Donald Trump Invests in Wine Country


Vineyards conjure images of grandeur: rolling hills of grape vines, lavish dinner parties at million dollar homes, a sort of bohemian wealth and influence. Sometimes though, it can come to a roaring halt when those same vineyards that supply the grandeur fail in a way Mother Nature could have predicted.

Patricia Kluge, famed socialite who married rich, divorced nine years later and settled for the Charlottesville Mansion and nearly $1 million a year and then remarried, is again under fire after her $3 million house foreclosed this month.

In February, Albermarle, a 200-acre and 45-room estate built by her late husband, John W. Kluge, was repossessed by creditor Bank of America for $15.3 million.

It all started when Kluge established Kluge Estate Winery and Vineyard on 960 acres in Charlottesville. She took out $65 million in loans to expand wine production and to build luxury homes on half the land. Then the bottom dropped out and she found that she could only sell half of what they anticipated. She defaulted on $35 million in loans. Over the past three years, Kluge lost Albermarle (originally valued at $100 million, now on the market for $16 million), $15.1 million worth of jewelry, and plenty of art and furniture to pay her debt and then the winery.

On April 7 billionaire Donald Trump bought half of the land, including the winery, for $6.21 million, the other half going to Loudoun developer Sal Cangiano for $1.2 million. Trump told the Washington Post he sees the purchase as a great real estate deal, but not as an opportunity to continue the great wine making of Kluge. “I’m really interested in good real estate, not so much in wine,” he said.

Trump is also interested in Albermarle, for which they hold the First Right of Refusal, though general counsel for the Trump Organization Jason D. Greenblatt told Forbes, “Ultimately we’d like to buy the home, but the bank has an unrealistic expectation for the purchase price.”

Whatever the outcome of the land, Trump’s made it clear that he wants Kluge to stay on in some capacity at the vineyards, though there’s been speculation about a possible golf course. Kluge will no longer own her 960 acres of land, two homes or a reputation as a wine maker.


### PROBLEM TO SOLVE
Any picture must be dropped, but each line of the data should be duplicated exactly.

[Excerpts from a figure dataset]
※ ※ ※

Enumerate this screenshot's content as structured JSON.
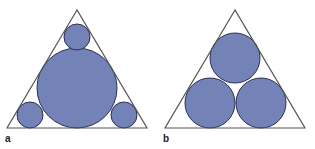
{
  "panels": [
    {
      "label": "a",
      "triangle": [
        [
          77,
          10
        ],
        [
          7,
          128
        ],
        [
          147,
          128
        ]
      ],
      "circles": [
        {
          "cx": 77,
          "cy": 88,
          "r": 40
        },
        {
          "cx": 77,
          "cy": 37,
          "r": 13
        },
        {
          "cx": 30,
          "cy": 115,
          "r": 13
        },
        {
          "cx": 124,
          "cy": 115,
          "r": 13
        }
      ]
    },
    {
      "label": "b",
      "triangle": [
        [
          235,
          10
        ],
        [
          165,
          128
        ],
        [
          305,
          128
        ]
      ],
      "circles": [
        {
          "cx": 235,
          "cy": 58,
          "r": 25
        },
        {
          "cx": 210,
          "cy": 103,
          "r": 25
        },
        {
          "cx": 261,
          "cy": 103,
          "r": 25
        }
      ]
    }
  ],
  "colors": {
    "circle_fill": "#7383b8",
    "circle_stroke": "#2a3050",
    "triangle_stroke": "#555555",
    "background": "#ffffff"
  }
}
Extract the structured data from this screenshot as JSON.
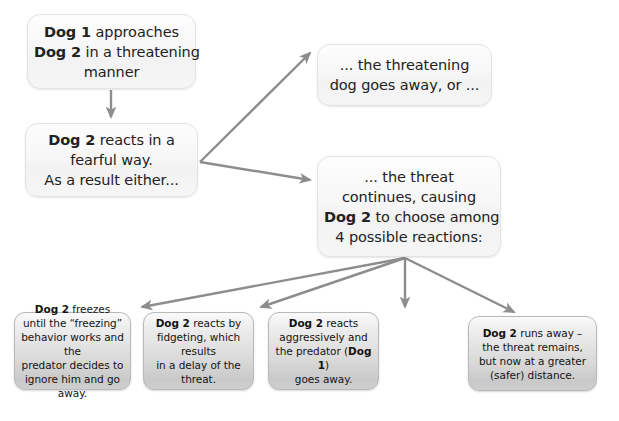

※ ※ ※

### ANSWER SECTION
Enumerate this screenshot's content as structured JSON.
{
  "panels": [
    {
      "label": "a",
      "triangle": [
        [
          77,
          10
        ],
        [
          7,
          128
        ],
        [
          147,
          128
        ]
      ],
      "circles": [
        {
          "cx": 77,
          "cy": 88,
          "r": 40
        },
        {
          "cx": 77,
          "cy": 37,
          "r": 13
        },
        {
          "cx": 30,
          "cy": 115,
          "r": 13
        },
        {
          "cx": 124,
          "cy": 115,
          "r": 13
        }
      ]
    },
    {
      "label": "b",
      "triangle": [
        [
          235,
          10
        ],
        [
          165,
          128
        ],
        [
          305,
          128
        ]
      ],
      "circles": [
        {
          "cx": 235,
          "cy": 58,
          "r": 25
        },
        {
          "cx": 210,
          "cy": 103,
          "r": 25
        },
        {
          "cx": 261,
          "cy": 103,
          "r": 25
        }
      ]
    }
  ],
  "colors": {
    "circle_fill": "#7383b8",
    "circle_stroke": "#2a3050",
    "triangle_stroke": "#555555",
    "background": "#ffffff"
  }
}
Extract the structured data from this screenshot as JSON.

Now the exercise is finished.